Quite bonkers but quite brilliant, this torrent of a monologue sees the formidable French actress Isabelle Huppert surge through the thought processes of Mary, Queen of Scots, distilled from her letters.
Created by legendary 82-year-old American theatre artist Robert Wilson, originally for the Théâtre de la Ville–Paris, it’s a bold challenge to Huppert’s technique, charisma and rigour rather than an easy star vehicle.
She’s in silhouette for the first 20 minutes, frequently placed in formal attitudes or looping through ritualized movements, sometimes gabbling, sometimes cantering in a circle, often repeating herself and periodically drowned out by recorded voices, including her own. And she is utterly riveting throughout.
Performed in French with English surtitles, this is a complex meditation on divine right, betrayal and mortality, and it’s only on at the Barbican until Sunday. If any of the above sounds intriguing rather than utterly offputting, I urge you to go.
The taut, layered script is by Wilson’s trusted collaborator Darryl Pinckney, and there’s an urgent, ominous classical score by Ludovico Einaudi that reminded me, strangely but not totally inappropriately, of the theme to Succession. The design is by Wilson and plays an integral part in the way Mary’s psyche is illuminated or questioned.
She moves between strips of light and darkness, sometimes caught in a screaming, death-pale rictus, sometimes entirely in shadow. In the most obscure passage, she’s stuck behind a screen filled with dry ice, chanting names, while an American voice – Wilson’s, perhaps? – asks a child to translate phrases like “I am not ‘not’ here” into French.
Huppert is 71 but holds herself like a young ballerina. Her bone structure is immaculate, her lips a slash of red and her hair – or wig – twisted into a severe chimney. Her imperious gaze could, you feel, fell an ox at 20 paces.
Catholic Mary inherited the Scottish throne from her father James when she was six days old and became the King of France’s widow aged 18. Her subsequent lovers tended to murder each other and her regal Protestant cousin Elizabeth I locked her up for 18 and a half years then executed her. “I have never seen my son walk. It has been that many years of trouble,” is one of the more piercing passages from her confinement.
The title refers to Mary’s four ladies-in-waiting, all themselves called Mary, whose quotidian appearances in the letters contrast with the regal and religious geopolitics. Mary’s narrative is unreliable, and she often seems mad because the life she lived was mad.
Wilson and Pinckney sift and intensify her experience, reinforcing it through strangeness and repetition. It’s a demanding but rewarding watch: a tour de force performance by Huppert, and a rare chance to catch Wilson’s work in the UK.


WORK INSTRUCTION
Wherever the string "started" appears in the records, return the line that holds it.
*** SOURCE RECORDS ***
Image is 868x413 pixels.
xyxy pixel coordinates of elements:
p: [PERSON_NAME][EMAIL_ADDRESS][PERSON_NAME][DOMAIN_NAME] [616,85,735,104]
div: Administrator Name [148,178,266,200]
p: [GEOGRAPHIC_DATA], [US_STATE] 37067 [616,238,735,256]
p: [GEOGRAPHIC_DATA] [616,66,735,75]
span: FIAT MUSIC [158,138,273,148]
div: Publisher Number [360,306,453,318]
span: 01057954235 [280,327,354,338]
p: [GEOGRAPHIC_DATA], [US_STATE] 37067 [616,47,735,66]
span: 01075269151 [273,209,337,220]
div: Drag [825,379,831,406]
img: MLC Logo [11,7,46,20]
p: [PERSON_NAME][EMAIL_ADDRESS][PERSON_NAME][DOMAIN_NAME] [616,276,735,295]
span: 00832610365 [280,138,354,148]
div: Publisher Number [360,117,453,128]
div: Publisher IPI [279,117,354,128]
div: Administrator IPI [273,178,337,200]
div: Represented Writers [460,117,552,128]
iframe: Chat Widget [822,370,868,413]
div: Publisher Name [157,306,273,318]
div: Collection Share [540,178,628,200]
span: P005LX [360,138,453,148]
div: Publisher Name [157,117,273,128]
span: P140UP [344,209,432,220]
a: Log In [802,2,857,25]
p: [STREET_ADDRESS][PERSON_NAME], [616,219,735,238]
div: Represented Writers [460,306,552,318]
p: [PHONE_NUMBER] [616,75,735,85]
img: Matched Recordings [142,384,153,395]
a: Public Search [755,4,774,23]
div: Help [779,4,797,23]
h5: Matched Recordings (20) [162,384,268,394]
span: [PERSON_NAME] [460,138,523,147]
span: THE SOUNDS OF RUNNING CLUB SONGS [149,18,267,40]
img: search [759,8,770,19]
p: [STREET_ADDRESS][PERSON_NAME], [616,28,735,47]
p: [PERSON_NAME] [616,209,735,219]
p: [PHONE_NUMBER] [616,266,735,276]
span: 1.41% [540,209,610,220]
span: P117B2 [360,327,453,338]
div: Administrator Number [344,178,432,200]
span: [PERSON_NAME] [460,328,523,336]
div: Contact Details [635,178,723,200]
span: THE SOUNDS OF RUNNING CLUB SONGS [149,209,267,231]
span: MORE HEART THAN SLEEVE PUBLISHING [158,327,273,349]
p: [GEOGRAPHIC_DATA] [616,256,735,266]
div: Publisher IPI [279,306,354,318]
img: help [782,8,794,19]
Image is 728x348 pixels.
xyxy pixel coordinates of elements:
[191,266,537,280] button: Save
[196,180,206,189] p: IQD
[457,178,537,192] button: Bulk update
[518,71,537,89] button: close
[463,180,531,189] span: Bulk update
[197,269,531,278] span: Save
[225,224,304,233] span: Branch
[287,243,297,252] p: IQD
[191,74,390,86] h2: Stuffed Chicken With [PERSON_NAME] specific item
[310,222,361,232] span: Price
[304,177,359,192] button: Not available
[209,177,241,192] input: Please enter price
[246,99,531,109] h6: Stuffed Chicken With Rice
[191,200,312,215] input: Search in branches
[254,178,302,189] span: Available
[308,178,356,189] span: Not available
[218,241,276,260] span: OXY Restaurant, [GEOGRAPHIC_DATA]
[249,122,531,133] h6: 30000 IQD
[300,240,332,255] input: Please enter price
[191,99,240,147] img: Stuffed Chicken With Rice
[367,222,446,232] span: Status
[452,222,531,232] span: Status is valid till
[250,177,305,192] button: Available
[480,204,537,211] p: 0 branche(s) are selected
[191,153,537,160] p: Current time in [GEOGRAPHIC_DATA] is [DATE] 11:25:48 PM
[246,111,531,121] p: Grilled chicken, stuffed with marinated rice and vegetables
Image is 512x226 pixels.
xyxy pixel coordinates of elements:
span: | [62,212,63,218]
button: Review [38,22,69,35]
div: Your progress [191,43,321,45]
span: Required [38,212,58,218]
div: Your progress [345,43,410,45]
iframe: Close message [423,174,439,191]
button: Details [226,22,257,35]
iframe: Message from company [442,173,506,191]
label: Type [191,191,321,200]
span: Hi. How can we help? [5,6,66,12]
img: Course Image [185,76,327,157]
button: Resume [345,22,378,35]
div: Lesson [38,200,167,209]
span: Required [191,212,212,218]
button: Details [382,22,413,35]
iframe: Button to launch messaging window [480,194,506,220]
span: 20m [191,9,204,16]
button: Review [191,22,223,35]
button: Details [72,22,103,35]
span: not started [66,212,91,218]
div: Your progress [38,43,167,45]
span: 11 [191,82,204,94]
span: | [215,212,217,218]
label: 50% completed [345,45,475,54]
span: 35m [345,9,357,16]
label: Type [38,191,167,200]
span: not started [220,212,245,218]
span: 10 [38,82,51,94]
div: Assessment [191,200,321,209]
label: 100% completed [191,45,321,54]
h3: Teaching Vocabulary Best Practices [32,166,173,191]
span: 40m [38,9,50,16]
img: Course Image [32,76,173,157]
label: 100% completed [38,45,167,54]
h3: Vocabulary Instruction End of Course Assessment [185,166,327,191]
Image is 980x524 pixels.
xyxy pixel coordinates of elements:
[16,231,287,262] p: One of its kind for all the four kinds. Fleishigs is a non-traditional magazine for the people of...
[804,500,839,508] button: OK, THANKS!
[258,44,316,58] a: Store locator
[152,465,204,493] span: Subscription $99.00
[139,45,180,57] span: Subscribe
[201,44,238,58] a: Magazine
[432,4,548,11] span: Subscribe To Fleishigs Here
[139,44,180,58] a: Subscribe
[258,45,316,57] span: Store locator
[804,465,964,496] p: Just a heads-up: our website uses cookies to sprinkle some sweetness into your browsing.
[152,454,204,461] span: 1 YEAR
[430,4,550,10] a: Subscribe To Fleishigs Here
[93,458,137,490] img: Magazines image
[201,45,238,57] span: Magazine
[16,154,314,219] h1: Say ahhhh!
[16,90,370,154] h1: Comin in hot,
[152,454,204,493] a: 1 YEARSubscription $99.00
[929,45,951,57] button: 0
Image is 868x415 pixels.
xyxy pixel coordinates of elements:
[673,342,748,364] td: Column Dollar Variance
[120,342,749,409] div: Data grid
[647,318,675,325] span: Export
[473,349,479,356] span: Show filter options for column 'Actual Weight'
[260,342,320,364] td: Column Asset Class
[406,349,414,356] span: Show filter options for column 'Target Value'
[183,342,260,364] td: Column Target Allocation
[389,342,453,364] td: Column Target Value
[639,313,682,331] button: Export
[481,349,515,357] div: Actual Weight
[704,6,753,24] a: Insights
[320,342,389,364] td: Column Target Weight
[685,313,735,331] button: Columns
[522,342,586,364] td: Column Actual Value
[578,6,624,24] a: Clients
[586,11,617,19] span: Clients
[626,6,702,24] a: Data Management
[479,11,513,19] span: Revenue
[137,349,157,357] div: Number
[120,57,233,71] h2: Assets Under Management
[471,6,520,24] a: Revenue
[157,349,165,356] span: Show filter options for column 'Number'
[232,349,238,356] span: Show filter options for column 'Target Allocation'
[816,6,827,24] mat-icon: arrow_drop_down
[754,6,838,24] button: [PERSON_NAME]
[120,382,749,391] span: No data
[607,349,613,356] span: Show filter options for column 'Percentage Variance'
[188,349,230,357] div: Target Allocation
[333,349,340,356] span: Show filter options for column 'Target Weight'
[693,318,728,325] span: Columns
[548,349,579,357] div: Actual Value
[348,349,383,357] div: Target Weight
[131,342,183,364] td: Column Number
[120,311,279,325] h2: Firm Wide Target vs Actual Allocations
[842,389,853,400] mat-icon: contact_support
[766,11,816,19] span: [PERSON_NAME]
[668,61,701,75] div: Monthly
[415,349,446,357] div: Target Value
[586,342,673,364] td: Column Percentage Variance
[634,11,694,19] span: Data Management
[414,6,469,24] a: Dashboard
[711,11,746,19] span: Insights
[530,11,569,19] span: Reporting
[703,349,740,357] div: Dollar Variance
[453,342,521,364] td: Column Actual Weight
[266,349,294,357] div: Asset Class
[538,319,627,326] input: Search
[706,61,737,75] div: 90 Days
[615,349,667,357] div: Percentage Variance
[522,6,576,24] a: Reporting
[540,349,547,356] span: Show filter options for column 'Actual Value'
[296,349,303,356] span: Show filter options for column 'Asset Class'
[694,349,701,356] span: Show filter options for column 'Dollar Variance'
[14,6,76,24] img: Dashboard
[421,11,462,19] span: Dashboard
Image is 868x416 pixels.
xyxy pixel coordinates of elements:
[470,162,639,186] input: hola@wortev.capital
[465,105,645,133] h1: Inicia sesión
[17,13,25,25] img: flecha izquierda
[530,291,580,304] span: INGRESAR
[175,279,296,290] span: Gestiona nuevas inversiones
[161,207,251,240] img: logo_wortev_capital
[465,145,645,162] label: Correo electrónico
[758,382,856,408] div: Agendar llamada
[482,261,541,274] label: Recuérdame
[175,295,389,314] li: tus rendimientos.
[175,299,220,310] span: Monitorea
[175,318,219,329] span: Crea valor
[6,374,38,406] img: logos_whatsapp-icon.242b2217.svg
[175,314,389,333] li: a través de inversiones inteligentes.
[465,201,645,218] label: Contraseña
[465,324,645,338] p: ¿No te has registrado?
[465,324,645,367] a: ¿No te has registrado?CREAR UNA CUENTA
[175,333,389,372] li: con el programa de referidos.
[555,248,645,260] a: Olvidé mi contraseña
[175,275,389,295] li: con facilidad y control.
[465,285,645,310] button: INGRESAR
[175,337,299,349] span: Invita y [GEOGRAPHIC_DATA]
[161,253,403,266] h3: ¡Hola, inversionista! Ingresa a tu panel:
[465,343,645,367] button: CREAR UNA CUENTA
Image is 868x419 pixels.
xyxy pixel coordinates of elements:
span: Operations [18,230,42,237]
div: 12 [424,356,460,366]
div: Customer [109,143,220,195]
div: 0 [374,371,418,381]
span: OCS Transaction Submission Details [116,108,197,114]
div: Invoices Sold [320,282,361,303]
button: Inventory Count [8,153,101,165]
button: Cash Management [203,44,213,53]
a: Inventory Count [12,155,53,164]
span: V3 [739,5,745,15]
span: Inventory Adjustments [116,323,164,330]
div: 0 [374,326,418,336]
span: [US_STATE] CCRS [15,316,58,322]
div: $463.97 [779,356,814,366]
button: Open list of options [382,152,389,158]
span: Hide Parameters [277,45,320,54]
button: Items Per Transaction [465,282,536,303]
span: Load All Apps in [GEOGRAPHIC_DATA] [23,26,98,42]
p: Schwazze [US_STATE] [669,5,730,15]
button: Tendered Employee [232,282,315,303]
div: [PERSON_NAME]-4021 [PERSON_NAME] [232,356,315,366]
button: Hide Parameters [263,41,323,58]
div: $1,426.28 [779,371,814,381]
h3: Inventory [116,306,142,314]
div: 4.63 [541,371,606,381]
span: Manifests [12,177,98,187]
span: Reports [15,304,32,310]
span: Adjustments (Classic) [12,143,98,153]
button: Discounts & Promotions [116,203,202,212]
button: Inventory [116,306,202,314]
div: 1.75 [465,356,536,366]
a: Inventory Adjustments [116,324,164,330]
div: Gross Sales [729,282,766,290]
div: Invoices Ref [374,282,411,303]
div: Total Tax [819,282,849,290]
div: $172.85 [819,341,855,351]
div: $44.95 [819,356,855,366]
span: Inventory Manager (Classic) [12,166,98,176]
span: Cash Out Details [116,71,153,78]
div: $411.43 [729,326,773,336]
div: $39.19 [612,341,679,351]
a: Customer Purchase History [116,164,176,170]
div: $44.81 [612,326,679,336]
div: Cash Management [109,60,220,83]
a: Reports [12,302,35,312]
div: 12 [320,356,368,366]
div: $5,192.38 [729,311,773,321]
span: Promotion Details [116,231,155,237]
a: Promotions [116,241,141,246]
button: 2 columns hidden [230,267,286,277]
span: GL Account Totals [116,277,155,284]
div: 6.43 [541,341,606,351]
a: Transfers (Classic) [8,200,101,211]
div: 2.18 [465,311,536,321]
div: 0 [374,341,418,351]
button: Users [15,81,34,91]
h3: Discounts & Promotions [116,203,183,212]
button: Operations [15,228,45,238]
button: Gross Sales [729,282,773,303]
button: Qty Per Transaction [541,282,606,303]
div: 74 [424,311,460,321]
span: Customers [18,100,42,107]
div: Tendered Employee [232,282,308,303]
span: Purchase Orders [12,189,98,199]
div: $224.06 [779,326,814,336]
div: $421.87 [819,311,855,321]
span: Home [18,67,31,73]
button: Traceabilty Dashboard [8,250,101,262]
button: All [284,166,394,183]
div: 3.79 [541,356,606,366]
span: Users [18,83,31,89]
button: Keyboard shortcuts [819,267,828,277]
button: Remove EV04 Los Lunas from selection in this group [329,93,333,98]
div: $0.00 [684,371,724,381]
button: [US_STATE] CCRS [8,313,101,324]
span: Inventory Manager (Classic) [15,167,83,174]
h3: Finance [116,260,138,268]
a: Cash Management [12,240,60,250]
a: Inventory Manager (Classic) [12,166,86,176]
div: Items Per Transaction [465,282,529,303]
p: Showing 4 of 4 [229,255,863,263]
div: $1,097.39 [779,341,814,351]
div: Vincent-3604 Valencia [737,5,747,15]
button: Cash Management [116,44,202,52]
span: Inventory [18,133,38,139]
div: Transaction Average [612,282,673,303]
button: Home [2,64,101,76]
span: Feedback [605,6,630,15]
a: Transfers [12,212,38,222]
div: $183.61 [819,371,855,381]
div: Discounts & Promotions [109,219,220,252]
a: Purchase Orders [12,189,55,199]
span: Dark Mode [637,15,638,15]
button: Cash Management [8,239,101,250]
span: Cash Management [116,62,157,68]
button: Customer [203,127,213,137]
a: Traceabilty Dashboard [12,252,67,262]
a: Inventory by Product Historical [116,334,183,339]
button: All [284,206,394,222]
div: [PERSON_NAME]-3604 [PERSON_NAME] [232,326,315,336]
*** End of SOURCE RECORDS ***
EXERCISE ANSWER
span: not started [66,212,91,218]
span: not started [220,212,245,218]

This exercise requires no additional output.